On the bat's back I do fly After summer merrily: Merrily, merrily, shall I live now, Under the blossom that hangs on the bough. O my Love sent me a lusty list, Did not compare me to a summer's day Wrote not the beauty of mine eyes But catalogued in a pretty detailed And comprehensive way the way s In which he was better than me.
More well-traveled -rounded multi- Lingual! More practiced in so many matters More: physical, artistic, musical, Politic al academic I dare say! How do I love thee? Let me count the ways. I love thee to the depth and breadth and height My soul can reach, when feeling out of sight For the ends of being and ideal grace. I love thee to the level of every day's Most quiet need, by sun and candle-light.

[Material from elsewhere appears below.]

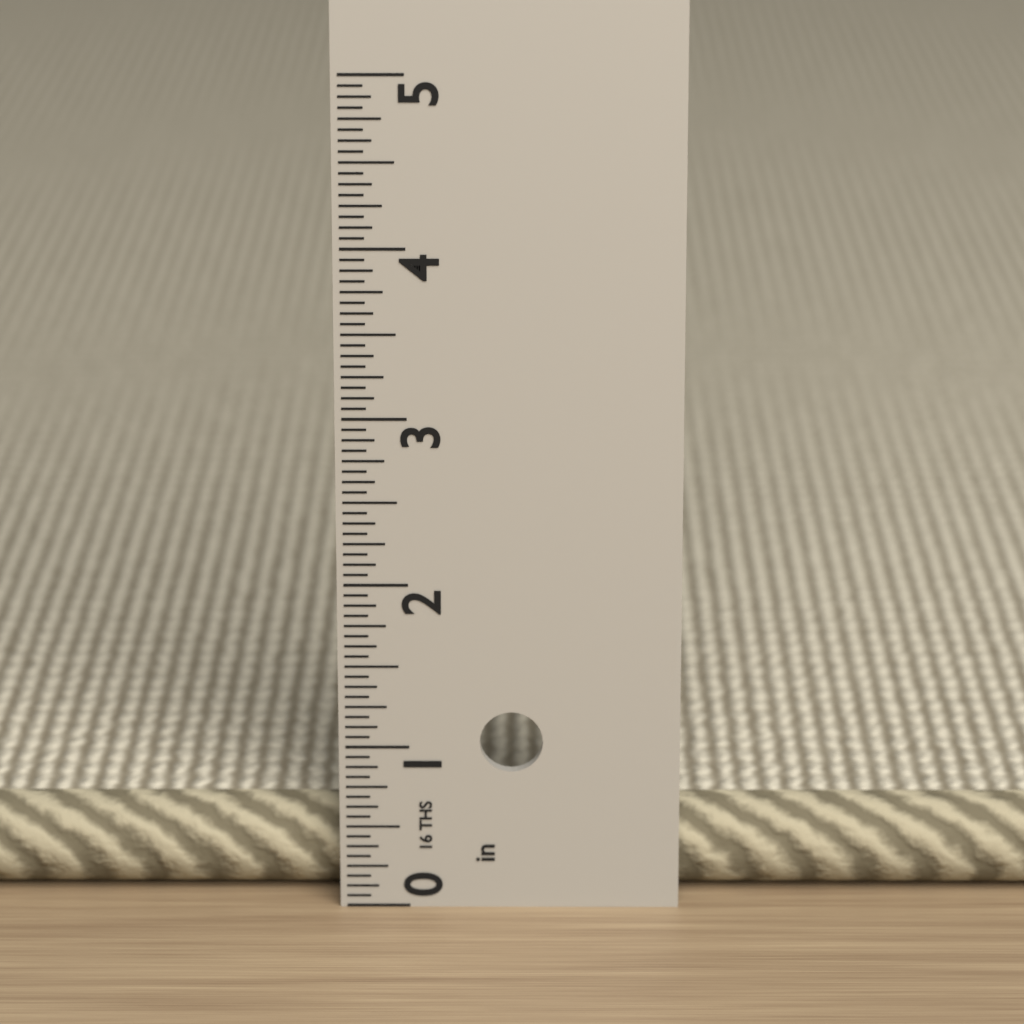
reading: 0.5625 in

I love thee freely, as men strive for right. I love thee purely, as they turn from praise. I love thee with the passion put to use In my old griefs, and with my childhood's faith.
I love thee with a love I seemed to lose With my lost saints. I love thee with the breath, Smiles, tears, of all my life; and, if God choose, I shall but love thee better after death. National Poetry Month.
Materials for Teachers Teach This Poem. Poems for Kids. Poetry for Teens. Lesson Plans. Resources for Teachers. Academy of American Poets. American Poets Magazine. Poems Find and share the perfect poems. Sonnet This poem is in the public domain. Venus and Adonis [But, lo! Imperiously he leaps, he neighs, he bounds, And now his woven girths he breaks asunder; The bearing earth with his hard hoof he wounds, Whose hollow womb resounds like heaven's thunder; The iron bit he crushes 'tween his teeth Controlling what he was controlled with.
Although the lines were incomplete, they kept ending on a question mark. He felt his inner voice rising docilely at the end. What summer itself was in India, or in its different regions, was still untapped, unaddressed in this colonial language. Only after coming to England had he discovered the beauty of the word. A near-imbecilic line. But, no; it was beautiful. The lines had begun to repeat themselves in his head, like a jingle in a commercial. The poet — what was he up to?
Letting the wooden frame nestle his chin, Ananda daydreamed, studying Tandoor Mahal and its curtains. More lovely, more temperate! To emphasise this, Shakespeare must diss the English spring and summer in the third and fourth lines again:. But, for Ananda, it was summer — by being contingent — that came to brief life on his rediscovery of the poem in London, and not the beloved, immobile and fixed in eternity; because the imagination is drawn — not by sympathy, but some perverse definition of delight — to the fragile, the animated, and the short-lived.
In this unlikely manner, the near-imbecilic sonnet had been returning to him in the last four days. Through this reading — and experiencing — of the sonnet by an Indian student in London, summer is restored to what it actually is: a sensation. But one is left with a slight residual feeling that perhaps the youth's beauty will last no longer than a summer's day, despite the poet's proud boast.
Commentary 1. This is taken usually to mean 'What if I were to compare thee etc? One also remembers Wordsworth's lines: We'll talk of sunshine and of song, And summer days when we were young, Sweet childish days which were as long As twenty days are now. Such reminiscences are indeed anachronistic, but with the recurrence of words such as 'summer', 'days', 'song', 'sweet', it is not difficult to see the permeating influence of the Sonnets on Wordsworth's verse.
Thou art more lovely and more temperate: The youth's beauty is more perfect than the beauty of a summer day. Rough winds do shake the darling buds of May, May was a summer month in Shakespeare's time, because the calendar in use lagged behind the true sidereal calendar by at least a fortnight.
And summer's lease hath all too short a date: Legal terminology. It would be dimmed by clouds and on overcast days generally. And every fair from fair sometime declines, All beautiful things every fair occasionally become inferior in comparison with their essential previous state of beauty from fair.
They all decline from perfection. By chance, or nature's changing course untrimmed: By chance accidents, or by the fluctuating tides of nature, which are not subject to control, nature's changing course untrimmed. The greater difficulty however is to decide which noun this adjectival participle should modify.